The plane banked low over the Sierra Norte mountains and I caught my first glimpse of the valley below, terracotta rooftops glowing in the early afternoon light. Oaxaca. I had been dreaming of this city for two years.
The airport is small, unhurried, and immediately warm in every sense. A taxi wound us through the outskirts and into the historic centro, past crumbling walls painted the colour of saffron and rust, past women selling flowers from woven baskets, past a world that felt entirely its own. I had my notebook open before we even reached the hotel.
We checked into a boutique posada two blocks from the Zocalo, the kind of place where the courtyard has a fountain and bougainvillea climbs every wall.
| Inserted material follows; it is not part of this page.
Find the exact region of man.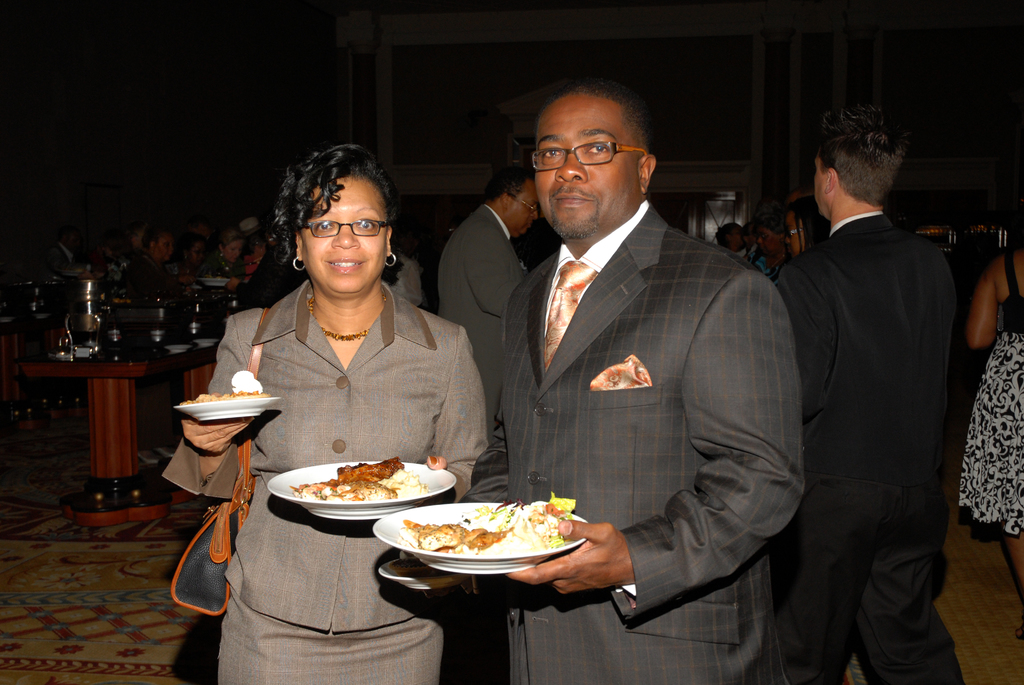
Exact region: x1=438 y1=166 x2=542 y2=436.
The room was simple, the sheets were white, and the window looked out onto a narrow cobblestone lane. Perfect.
"Oaxaca doesn't ease you in. It grabs you by the collar and pulls you into its colour, its noise, its extraordinary flavour."
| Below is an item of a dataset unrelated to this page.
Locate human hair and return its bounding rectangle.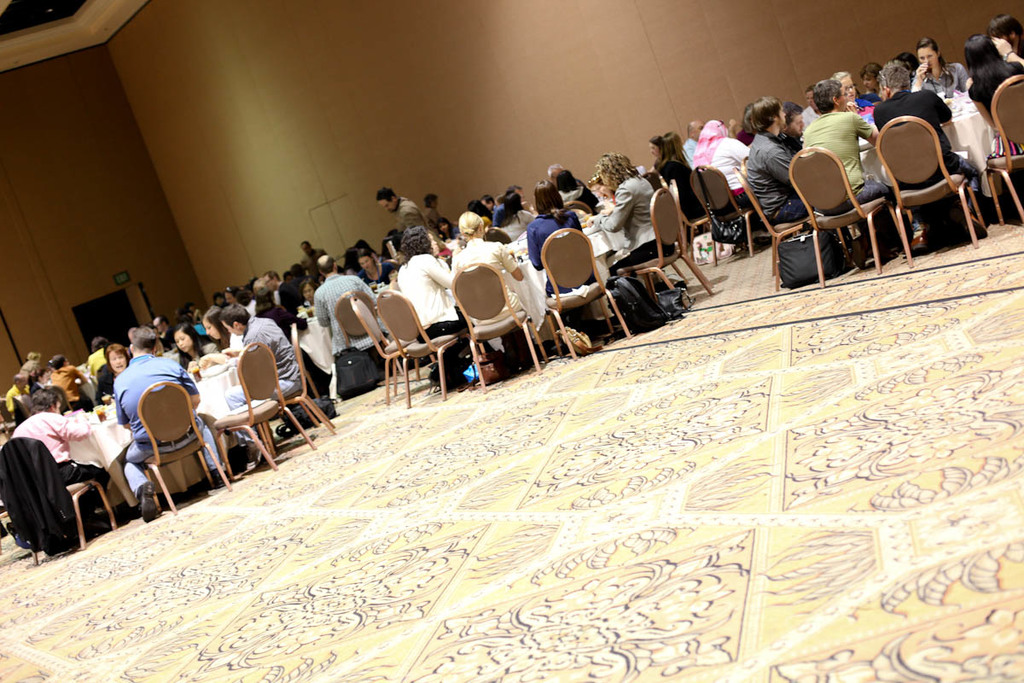
x1=804 y1=83 x2=817 y2=93.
The Zocalo at midday is everything a main square should be. The great cathedral of Santo Domingo looms at the northern end, its baroque facade almost impossibly ornate. Jacaranda trees drop purple petals onto the stone pavers. Marimba music drifts from somewhere you cannot quite locate. I sat at a cafe beneath the portales and ordered a tlayuda, that enormous crisp tortilla loaded with black bean paste, quesillo string cheese, and smoky tasajo beef, and ate it slowly, watching the city breathe.
That afternoon we wandered into a traditional mezcaleria on a side street, the kind with unmarked bottles and a proprietor who speaks through the spirit itself. He poured three varieties: a young espadin, a wild tobala, and a rare tepe. Each one was a revelation, smoky and complex and nothing like the mezcal I had tasted at home. We stayed for an hour longer than planned.

The Mercado Benito Juarez is a sensory ambush. Stalls upon stalls of mole pastes, seven varieties ranging from the deep chocolate negro to the bright, herb-forward verde. Chapulines, toasted grasshoppers seasoned with lime and chili, piled in mounds beside dried shrimp and smoked meats. The smell of fresh tortillas pressed on a comal nearby. I bought a small clay pot of mole negro paste to take home, knowing full well it would never taste the same once removed from this city.
For dinner, a rooftop restaurant overlooking the city. The sun dropped behind the mountains in long bands of orange and violet, and the cathedral domes turned gold, then amber, then a deep bronze. We ordered black bean soup, enchiladas with mole coloradito, and a carafe of mezcal sour. The city spread out below us like a map of everything good.

Back in the room, I opened the window to the lane below. Somewhere a dog barked. A radio played something with brass and percussion. The night air carried the faint scent of copal incense from a nearby church. Tomorrow: Monte Alban, the ancient Zapotec city on the hill above the valley. I set the alarm for six and fell asleep almost immediately, the kind of deep, satisfied sleep that only travel gives you.
Filed from Oaxaca de Juarez, Mexico. January 31, 2022.